Devouring the book, which was sweet in my mouth but bitter in my stomach, made me afraid. This was a lucid dream, and I knew that eating books in dreams is an omen of doom.

‘I can’t die now!’ I shouted enigmatically in the dream. ‘I want to be the first into the future!’

One More Crime
I awoke suddenly, and I noticed the door of my cage was open. One of the monsters—the same transhuman who had raped me and degraded me and kept me prisoner—was standing over me. In his powerful jaws, some mutilated prey—I think it was a human baby—was writhing in agony.

The little victim reached out to me—strangely, in this hot place, his tiny hands seemed almost blue with cold—but I could not help him.

Before I could act, the monster crushed the baby’s head between his teeth—as easily as a man would crush a grape— and sucked out the contents.

The child shrieked—his white bones splintered—and his nose filled with blood.
Averting my eyes from the horror, I saw fragments of a tiny skull—scattered like flowers on the ground.
I was reminded of a sacred cauldron—a holy grail that had been shattered.
Ancient words—harsh incantations from a dead language— spontaneously fell from my lips.
‘Jubela, Jubelo, Jubelum,’ I whispered. ‘Head, throat, and heart, I will avenge you, little one.’

Mysterious Words
Casually throwing the remains of his victim aside—only the baby’s skeleton and liver remained—the beast seized me with his powerful hands and dragged me from my cage. He was so close I choked on his putrid breath.

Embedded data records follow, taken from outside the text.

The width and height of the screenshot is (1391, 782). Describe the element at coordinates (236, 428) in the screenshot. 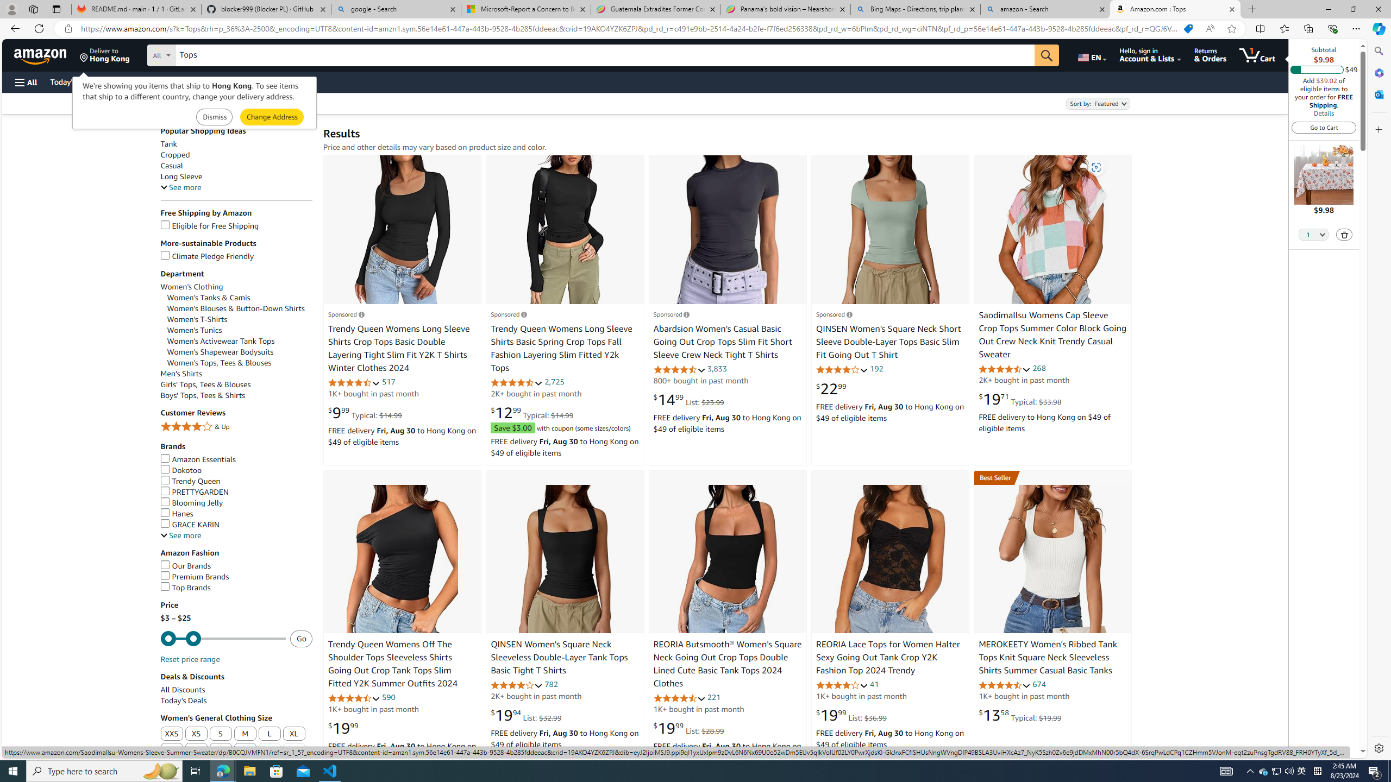

I see `4 Stars & Up& Up` at that location.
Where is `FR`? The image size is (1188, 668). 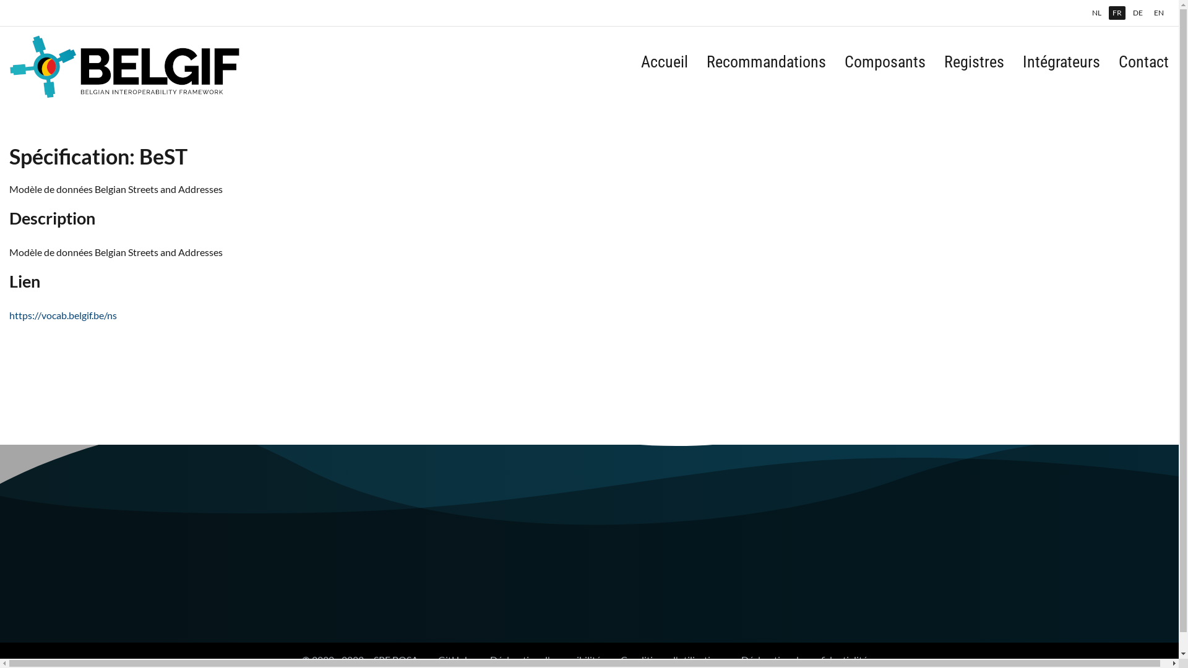
FR is located at coordinates (1117, 13).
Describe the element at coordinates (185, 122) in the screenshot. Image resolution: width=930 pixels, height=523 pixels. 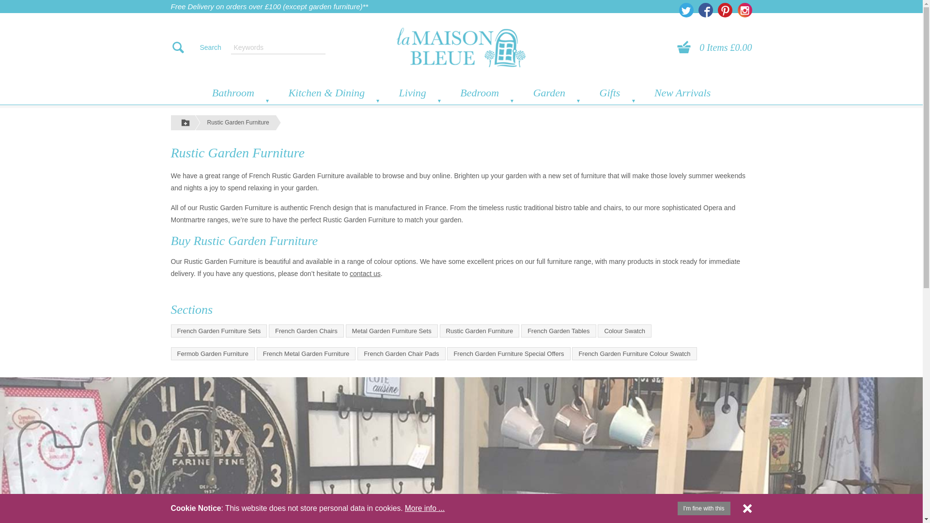
I see `Show Breadcrumbs` at that location.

As the monster stared into my eyes—a direct gaze that threatened death—he began to utter noise with his mouth. Resembling glossolalian gibberish, I still remember the sounds clearly.
‘Nuk Pu Nuk,’ he said slowly. ‘Nuk Pu Nuk.’

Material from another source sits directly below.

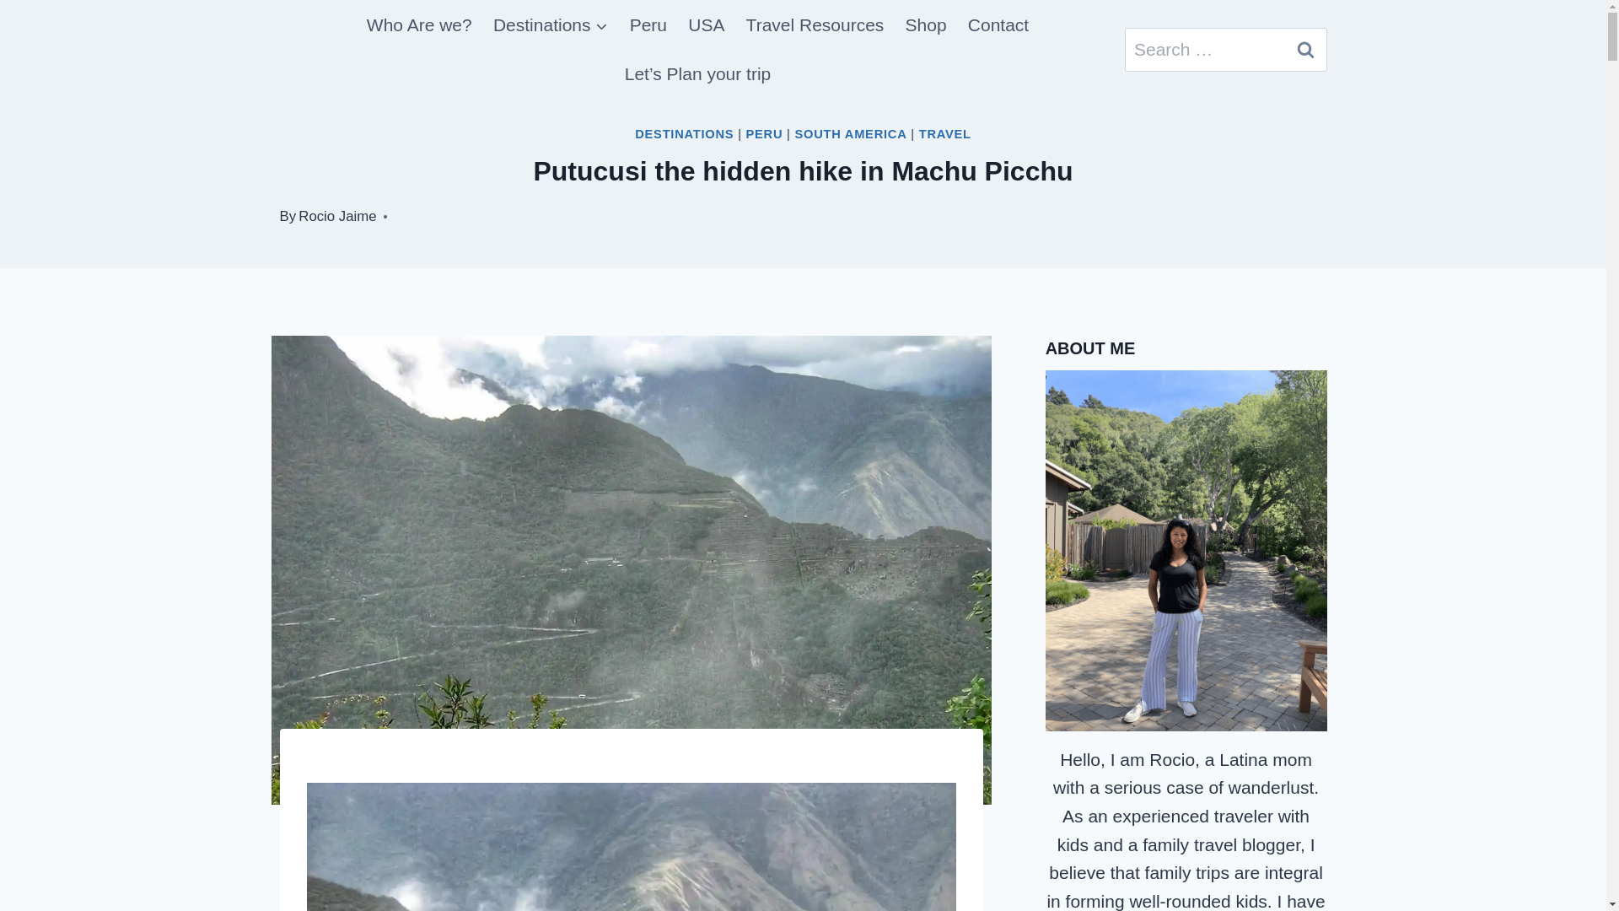 The image size is (1619, 911). Describe the element at coordinates (647, 25) in the screenshot. I see `Peru` at that location.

His speech shocked me, for although these monsters are orally fixated creatures who satisfy virtually all their needs via the mouth—they express aggression by biting and pleasure by sucking—they typically communicate telepathically.

‘Nuk Pu Nuk,’ he repeated, this time with greater force.

I have always believed in the power of words—all masters of psychological warfare are skillful verbal terrorists—and I knew the beast was trying to terrify me.

‘Nuk Pu Nuk,’ said the beast. ‘Nuk Pu Nuk.’
Staring back into his eyes, I tried to steel my will. In my mouth, however, I could taste the fear.